Labour’s Phillipson also revealed that a company linked to Keegan’s husband received £1m from a schools’ rebuilding fund, which “appears to be a gross conflict of interest.” With no fewer than 10 secretaries of state for education in the last 13 years, Sky News’s Adam Boulton asks: “Would another one now make much difference to the state of schools?”
The RAAC problem will only get worse
Prime Minister’s Questions on 6 September were predictably acrimonious, with Labour leader Keir Starmer likening the government to “cowboy builders”, while PM Rishi Sunak insisted the government acted “decisively” and called Starmer “Captain Hindsight.”
Starmer voiced what many are probably thinking: “The truth is this crisis is the inevitable result of 13 years of cutting corners, botched jobs, sticking-plaster politics.” Former MP Rory Stewart commented: “You couldn’t run a fish and chip shop the way the British government” is operating.
The government has now published a list of 147 schools known to be affected by RAAC, mainly in Essex and Kent; over 100 are in Tory constituencies.

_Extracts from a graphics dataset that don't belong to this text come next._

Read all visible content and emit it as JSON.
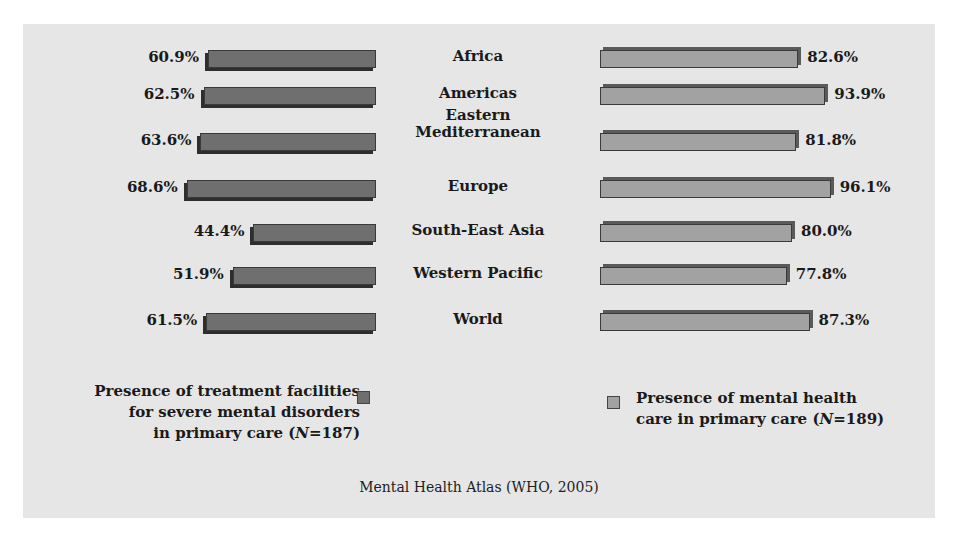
{
  "chart_data": {
    "type": "bar",
    "orientation": "horizontal-butterfly",
    "categories": [
      "Africa",
      "Americas",
      "Eastern Mediterranean",
      "Europe",
      "South-East Asia",
      "Western Pacific",
      "World"
    ],
    "series": [
      {
        "name": "Presence of treatment facilities for severe mental disorders in primary care (N=187)",
        "side": "left",
        "color": "#6f6f6f",
        "values": [
          60.9,
          62.5,
          63.6,
          68.6,
          44.4,
          51.9,
          61.5
        ],
        "labels": [
          "60.9%",
          "62.5%",
          "63.6%",
          "68.6%",
          "44.4%",
          "51.9%",
          "61.5%"
        ]
      },
      {
        "name": "Presence of mental health care in primary care (N=189)",
        "side": "right",
        "color": "#a2a2a2",
        "values": [
          82.6,
          93.9,
          81.8,
          96.1,
          80.0,
          77.8,
          87.3
        ],
        "labels": [
          "82.6%",
          "93.9%",
          "81.8%",
          "96.1%",
          "80.0%",
          "77.8%",
          "87.3%"
        ]
      }
    ],
    "title": "",
    "xlabel": "",
    "ylabel": "",
    "unit": "%",
    "grid": false,
    "legend_position": "bottom",
    "source": "Mental Health Atlas (WHO, 2005)"
  },
  "categories": [
    {
      "line1": "Africa",
      "line2": ""
    },
    {
      "line1": "Americas",
      "line2": ""
    },
    {
      "line1": "Eastern",
      "line2": "Mediterranean"
    },
    {
      "line1": "Europe",
      "line2": ""
    },
    {
      "line1": "South-East Asia",
      "line2": ""
    },
    {
      "line1": "Western Pacific",
      "line2": ""
    },
    {
      "line1": "World",
      "line2": ""
    }
  ],
  "left_labels": [
    "60.9%",
    "62.5%",
    "63.6%",
    "68.6%",
    "44.4%",
    "51.9%",
    "61.5%"
  ],
  "right_labels": [
    "82.6%",
    "93.9%",
    "81.8%",
    "96.1%",
    "80.0%",
    "77.8%",
    "87.3%"
  ],
  "legend": {
    "left": {
      "line1": "Presence of treatment facilities",
      "line2": "for severe mental disorders",
      "line3_pre": "in primary care (",
      "line3_n": "N",
      "line3_post": "=187)"
    },
    "right": {
      "line1": "Presence of mental health",
      "line2_pre": "care in primary care (",
      "line2_n": "N",
      "line2_post": "=189)"
    }
  },
  "source": "Mental Health Atlas (WHO, 2005)"
}
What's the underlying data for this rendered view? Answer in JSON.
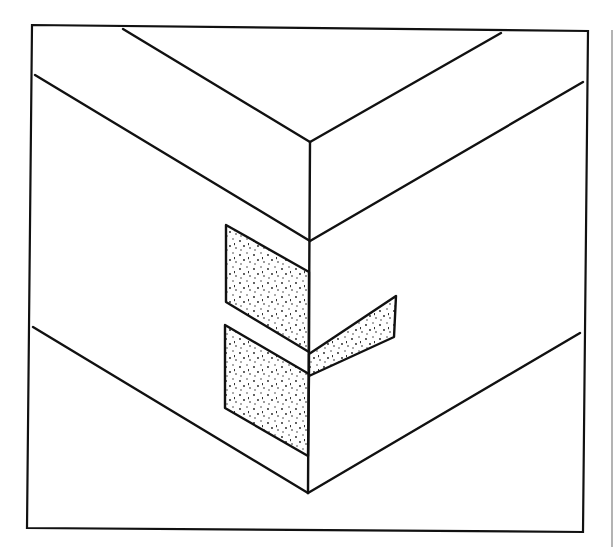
{
  "figure": {
    "stroke_color": "#111111",
    "fill_color": "#ffffff",
    "stipple_color": "#1a1a1a",
    "edge_line_color": "#9a9a9a",
    "frame": {
      "points": "32,25 588,31 583,532 27,528"
    },
    "edges": [
      {
        "name": "top-left-back-edge",
        "x1": 123,
        "y1": 29,
        "x2": 310,
        "y2": 142
      },
      {
        "name": "top-right-back-edge",
        "x1": 501,
        "y1": 33,
        "x2": 310,
        "y2": 142
      },
      {
        "name": "upper-left-edge",
        "x1": 35,
        "y1": 75,
        "x2": 310,
        "y2": 241
      },
      {
        "name": "upper-right-edge",
        "x1": 583,
        "y1": 82,
        "x2": 310,
        "y2": 241
      },
      {
        "name": "corner-vertical-edge",
        "x1": 310,
        "y1": 142,
        "x2": 308,
        "y2": 493
      },
      {
        "name": "lower-left-edge",
        "x1": 33,
        "y1": 327,
        "x2": 308,
        "y2": 493
      },
      {
        "name": "lower-right-edge",
        "x1": 580,
        "y1": 333,
        "x2": 308,
        "y2": 493
      }
    ],
    "tenons": [
      {
        "name": "upper-left-tenon",
        "points": "226,225 309,272 309,352 226,302"
      },
      {
        "name": "lower-left-tenon",
        "points": "225,325 309,374 308,456 225,408"
      },
      {
        "name": "right-wedge-tenon",
        "points": "309,354 396,296 394,337 309,376"
      }
    ],
    "caption_fragment": ""
  }
}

This list will almost certainly grow over the coming days and weeks.
It’s not only schools that are affected either: hospitals and care homes were also built using RAAC and NHS England has warned hospitals to be ready to evacuate if the buildings start to collapse.
Just one symptom of government collapse
If you look more widely though, the RAAC crisis is only one of many affecting the UK, most of which have arisen because of government incompetence. Inflation, high energy prices, increased mortgage rates, the NHS on its knees, sewage in the sea and rivers: the British economy and wider infrastructure are all at risk and the public are the ones who suffer.
Many of these problems arise because of short-termism and lack of planning. This applied to Covid, where the government was woefully unprepared, and applies to the RAAC issue.
Starmer put his finger on it when he said:
“Many people across the country are getting pretty weary of a government that has now been in power for 13 years, saying in answer to any question about their own failure, it’s not our fault, we couldn’t have done anything. Are they seriously saying to the country, that in 13 years, they couldn’t have done anything about their failures?”
“The cowboys are running the country” indeed. The country deserves better.